Unitarian Universalist Principles and Purposes 
Our church is a member of the Unitarian Universalist Association, whose by-laws state, in part, these principles:

We, the member congregations of the Unitarian Universalist Association, covenant to affirm and promote:  

The inherent worth and dignity of every person

Justice, equity, and compassion in human relations

Acceptance of one another and encouragement to spiritual growth in our congregations

A free and responsible search for truth and meaning

The right of conscience and the use of the democratic process within our congregations and in society at large

The goal of world community with peace, liberty, and justice for all

Respect for the interdependent web of all existence of which we are a part.  

The living tradition we share draws from many sources:
 
Direct experience of that transcending mystery and wonder, affirmed in all cultures, which moves us to a renewal of the spirit and an openness to the forces which create and uphold life

Words and deeds of prophetic women and men which challenge us to confront powers and structures of evil with justice, compassion, and the transforming power of love

Wisdom from the world’s religions which inspires us in our ethical and spiritual life

Jewish and Christian teachings which call us to respond to God’s love by loving our neighbors as ourselves

Humanist teachings which counsel us to heed the guidance of reason and the results of science, and warn us against idolatries of the mind and spirit

Spiritual teachings of Earth-centered traditions, which celebrate the sacred circle of life and instruct us to live in harmony with the rhythms of nature.  
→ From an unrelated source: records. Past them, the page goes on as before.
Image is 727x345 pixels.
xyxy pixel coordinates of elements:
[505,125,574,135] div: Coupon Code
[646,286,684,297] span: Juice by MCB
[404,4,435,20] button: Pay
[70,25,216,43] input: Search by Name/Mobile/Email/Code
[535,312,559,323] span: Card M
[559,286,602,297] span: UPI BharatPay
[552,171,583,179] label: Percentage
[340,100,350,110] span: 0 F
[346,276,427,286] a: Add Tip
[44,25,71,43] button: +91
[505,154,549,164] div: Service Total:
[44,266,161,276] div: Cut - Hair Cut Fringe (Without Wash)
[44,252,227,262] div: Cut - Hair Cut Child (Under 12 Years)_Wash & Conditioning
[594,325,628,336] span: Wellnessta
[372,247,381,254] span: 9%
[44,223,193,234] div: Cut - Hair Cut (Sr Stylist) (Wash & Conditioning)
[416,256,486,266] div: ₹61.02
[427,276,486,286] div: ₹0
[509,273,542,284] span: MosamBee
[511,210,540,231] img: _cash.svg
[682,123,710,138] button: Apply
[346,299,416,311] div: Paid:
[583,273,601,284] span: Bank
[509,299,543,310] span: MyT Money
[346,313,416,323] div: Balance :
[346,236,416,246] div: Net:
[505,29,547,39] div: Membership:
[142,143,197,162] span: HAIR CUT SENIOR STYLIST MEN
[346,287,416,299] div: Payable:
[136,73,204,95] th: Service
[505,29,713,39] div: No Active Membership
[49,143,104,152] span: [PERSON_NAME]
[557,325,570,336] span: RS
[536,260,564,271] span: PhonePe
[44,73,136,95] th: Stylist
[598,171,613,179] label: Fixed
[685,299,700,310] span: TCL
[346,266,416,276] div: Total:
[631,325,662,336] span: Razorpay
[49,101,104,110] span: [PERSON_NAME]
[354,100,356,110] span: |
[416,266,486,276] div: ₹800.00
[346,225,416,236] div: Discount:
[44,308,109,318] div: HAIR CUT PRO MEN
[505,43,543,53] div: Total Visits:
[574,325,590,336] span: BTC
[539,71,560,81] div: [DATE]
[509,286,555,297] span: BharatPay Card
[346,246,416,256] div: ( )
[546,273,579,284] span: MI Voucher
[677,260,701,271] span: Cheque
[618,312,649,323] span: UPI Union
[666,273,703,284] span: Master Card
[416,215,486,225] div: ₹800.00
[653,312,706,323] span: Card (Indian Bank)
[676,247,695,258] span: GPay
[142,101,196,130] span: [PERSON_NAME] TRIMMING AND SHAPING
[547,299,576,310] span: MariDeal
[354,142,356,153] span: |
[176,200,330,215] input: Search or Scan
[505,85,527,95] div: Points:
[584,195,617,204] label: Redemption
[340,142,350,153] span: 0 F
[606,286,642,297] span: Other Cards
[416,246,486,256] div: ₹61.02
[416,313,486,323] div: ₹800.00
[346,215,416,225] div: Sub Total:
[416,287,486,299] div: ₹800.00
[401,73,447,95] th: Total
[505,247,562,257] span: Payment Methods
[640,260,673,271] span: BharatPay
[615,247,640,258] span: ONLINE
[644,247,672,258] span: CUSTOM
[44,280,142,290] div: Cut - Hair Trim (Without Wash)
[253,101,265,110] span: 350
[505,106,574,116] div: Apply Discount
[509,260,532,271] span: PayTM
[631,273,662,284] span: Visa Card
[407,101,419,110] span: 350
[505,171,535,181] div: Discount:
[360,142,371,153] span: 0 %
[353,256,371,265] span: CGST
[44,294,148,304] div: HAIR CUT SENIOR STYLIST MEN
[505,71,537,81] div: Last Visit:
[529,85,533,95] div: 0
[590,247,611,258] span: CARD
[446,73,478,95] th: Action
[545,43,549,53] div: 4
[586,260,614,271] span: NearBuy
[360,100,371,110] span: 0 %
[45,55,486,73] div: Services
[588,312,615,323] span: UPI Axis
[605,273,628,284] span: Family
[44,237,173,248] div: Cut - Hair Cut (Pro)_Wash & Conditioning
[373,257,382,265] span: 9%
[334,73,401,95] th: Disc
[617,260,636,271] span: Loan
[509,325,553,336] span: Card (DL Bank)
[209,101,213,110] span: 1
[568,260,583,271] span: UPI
Grateful for the religious pluralism, which enriches and ennobles our faith, we are inspired to deepen our understanding and expand our vision.  As free congregations, we enter into this covenant, promising to one another our mutual trust and support.  

The Unitarian Universalist Association shall devote its resources to and exercise its corporate powers for religious, educational, and humanitarian purposes.  The primary purpose of the Association is to serve the needs of its member congregations, organize new congregations, extend and strengthen Unitarian Universalist institutions, and implement its principles.   

 

Unitarian Universalist History  
European

Unitarianism and Universalism trace their roots to the Reformation, when Michael Servetus spoke out against “The Errors of the Trinity”—thus Unitarianism.  Universalism derives its name from the concept of universal salvation and rejection of the concept of Hell.  Joseph Priestly, a Unitarian, and John Murray, a Universalist, brought these beliefs to America while seeking to escape from religious persecution in Europe.

American

In colonial America, Unitarianism and Universalism arrived at a time when revolution was in the air and people sought to free themselves from the influence of rigid Calvinism.  Thomas Jefferson thought Unitarianism would catch on in America the way Democracy did.  It did with people like William Ellery Channing, Ralph Waldo Emerson, Susan B. Anthony, Horace Mann, Elizabeth Cady Stanton, Adlai Stevenson, Albert Schweitzer, and Frank Lloyd Wright.  And, it has with a group of area residents who are members of the Unitarian Universalist Church of Fargo-Moorhead.

Unitarian Universalist Association

The Unitarian Universalist Association, of which our Church is a member, was created in 1961 from the merger of the Unitarian and Universalist Churches.  Both Unitarian Universalism and Democracy have as their bases free expression and respect for the dignity of every individual.